Benedetto Scortechini to Ferdinand von Mueller, 1883 [83.00.00p]. R.W. Home, Thomas A. Darragh, A.M. Lucas, Sara Maroske, D.M. Sinkora, J.H. Voigt and Monika Wells (eds), Correspondence of Ferdinand von Mueller, <https://vmcp.rbg.vic.gov.au/id//letters/1880-9/1883/83-00-00p-final.odt>, accessed June 13, 2026

1
MS is a fragment, and has attached to it M's herbarium label inscribed by M: 'Geissois Benthami. FvM. Tweed. 1883. Scortechini', which provides the basis for the date. However, the Tweed River, which marks the boundary between NSW and Qld, is some distance from Tambourine Mountain; the label may therefore have belonged originally to a different specimen, leaving the dating uncertain.
Geissois sp? Saxifrageae
Tambourine Mountain
2
Qld.
It is evidently a Geissois, and probably the same of which Bentham makes mention as coming in fruit from Hastings river.
3
NSW. Bentham (1863-78), vol 2, pp. 446: 'The genus [Geissois] is from New Caledonia, where there are 3 or 4 species, but there also appears to be an Australian one, although our specimens are insufficient for defining it. A detched raceme of old capsules with the seeds fallen out, from Cloud's Creek, Hastings river, Beckler, much resembles those from New Caledonia'.

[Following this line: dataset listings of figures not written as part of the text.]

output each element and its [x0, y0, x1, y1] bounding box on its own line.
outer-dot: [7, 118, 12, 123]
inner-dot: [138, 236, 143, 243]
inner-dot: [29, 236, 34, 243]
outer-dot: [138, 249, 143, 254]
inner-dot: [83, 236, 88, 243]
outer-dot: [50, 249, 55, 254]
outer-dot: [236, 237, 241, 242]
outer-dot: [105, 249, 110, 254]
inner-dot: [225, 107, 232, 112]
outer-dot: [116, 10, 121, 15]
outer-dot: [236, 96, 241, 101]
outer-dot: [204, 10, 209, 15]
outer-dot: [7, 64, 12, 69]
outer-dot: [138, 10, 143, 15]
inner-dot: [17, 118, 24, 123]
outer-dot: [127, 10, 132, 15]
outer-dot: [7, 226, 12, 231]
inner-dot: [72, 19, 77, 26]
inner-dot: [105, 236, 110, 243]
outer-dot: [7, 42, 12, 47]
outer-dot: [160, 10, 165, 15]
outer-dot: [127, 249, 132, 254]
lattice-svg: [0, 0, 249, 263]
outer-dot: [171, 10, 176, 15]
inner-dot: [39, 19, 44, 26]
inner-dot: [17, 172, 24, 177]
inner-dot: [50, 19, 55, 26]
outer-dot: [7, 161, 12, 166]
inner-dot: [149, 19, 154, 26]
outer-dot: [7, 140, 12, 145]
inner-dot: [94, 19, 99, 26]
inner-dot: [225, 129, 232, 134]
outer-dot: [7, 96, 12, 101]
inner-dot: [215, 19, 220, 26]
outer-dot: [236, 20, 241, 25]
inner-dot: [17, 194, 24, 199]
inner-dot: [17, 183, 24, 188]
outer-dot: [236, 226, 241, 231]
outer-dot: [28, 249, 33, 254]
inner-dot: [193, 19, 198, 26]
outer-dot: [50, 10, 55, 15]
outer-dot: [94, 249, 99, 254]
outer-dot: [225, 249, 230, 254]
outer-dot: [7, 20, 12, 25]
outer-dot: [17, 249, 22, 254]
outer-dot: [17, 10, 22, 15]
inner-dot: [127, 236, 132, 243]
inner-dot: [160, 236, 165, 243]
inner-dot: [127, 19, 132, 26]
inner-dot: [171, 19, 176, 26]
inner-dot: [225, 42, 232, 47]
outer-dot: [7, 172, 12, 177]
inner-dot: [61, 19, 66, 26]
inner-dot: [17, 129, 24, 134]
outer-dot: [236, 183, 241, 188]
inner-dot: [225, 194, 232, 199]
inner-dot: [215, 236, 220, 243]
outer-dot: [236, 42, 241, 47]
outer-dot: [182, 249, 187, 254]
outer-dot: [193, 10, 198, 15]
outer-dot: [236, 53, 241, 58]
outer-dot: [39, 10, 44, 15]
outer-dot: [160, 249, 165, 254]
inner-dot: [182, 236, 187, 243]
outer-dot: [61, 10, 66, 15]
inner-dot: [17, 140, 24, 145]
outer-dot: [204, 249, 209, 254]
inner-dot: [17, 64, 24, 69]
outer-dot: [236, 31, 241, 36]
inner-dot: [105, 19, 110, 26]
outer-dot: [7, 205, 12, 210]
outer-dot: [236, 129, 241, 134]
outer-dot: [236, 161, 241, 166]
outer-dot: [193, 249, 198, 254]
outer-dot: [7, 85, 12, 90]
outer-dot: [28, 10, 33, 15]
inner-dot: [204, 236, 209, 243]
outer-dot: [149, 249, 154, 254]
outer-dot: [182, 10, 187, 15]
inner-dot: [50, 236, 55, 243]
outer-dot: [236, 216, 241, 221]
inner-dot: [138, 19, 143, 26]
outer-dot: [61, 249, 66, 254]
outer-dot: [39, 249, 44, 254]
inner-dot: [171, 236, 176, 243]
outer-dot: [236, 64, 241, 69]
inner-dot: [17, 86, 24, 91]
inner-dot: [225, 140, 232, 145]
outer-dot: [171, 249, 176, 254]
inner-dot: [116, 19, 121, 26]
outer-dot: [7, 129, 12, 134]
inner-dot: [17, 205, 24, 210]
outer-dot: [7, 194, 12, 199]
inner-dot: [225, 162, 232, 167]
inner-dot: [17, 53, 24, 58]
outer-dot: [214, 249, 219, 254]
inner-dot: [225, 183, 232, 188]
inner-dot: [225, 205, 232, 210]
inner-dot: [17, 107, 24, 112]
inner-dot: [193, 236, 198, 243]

I gathered the racemes on the ground, and could not discover the tree they came from. The leaves which accompany the flowers are not from the tree wherefrom the racemes dropped. They may belong to Weinmannia. On the probable supposition that the capsules and leaves from the Hastings belong to the same species to which my flowers belong, there is enough material for a description of a species of Australian Geissois. I cannot have access to any description of the Caledonian species, so I cannot say whether this Geissois from Tambourine is specifically distinct from the New Caledonian ones. You certainly possess these New Caledonian Geissoises described, or in the Herbarium, and shall be able therefore to settle the point at once.
4
Although M described G eissois benthamiana in B65.04.10, p. 16, he does not list a Geissois species in B83.03.04, treating it as a W e inmannia.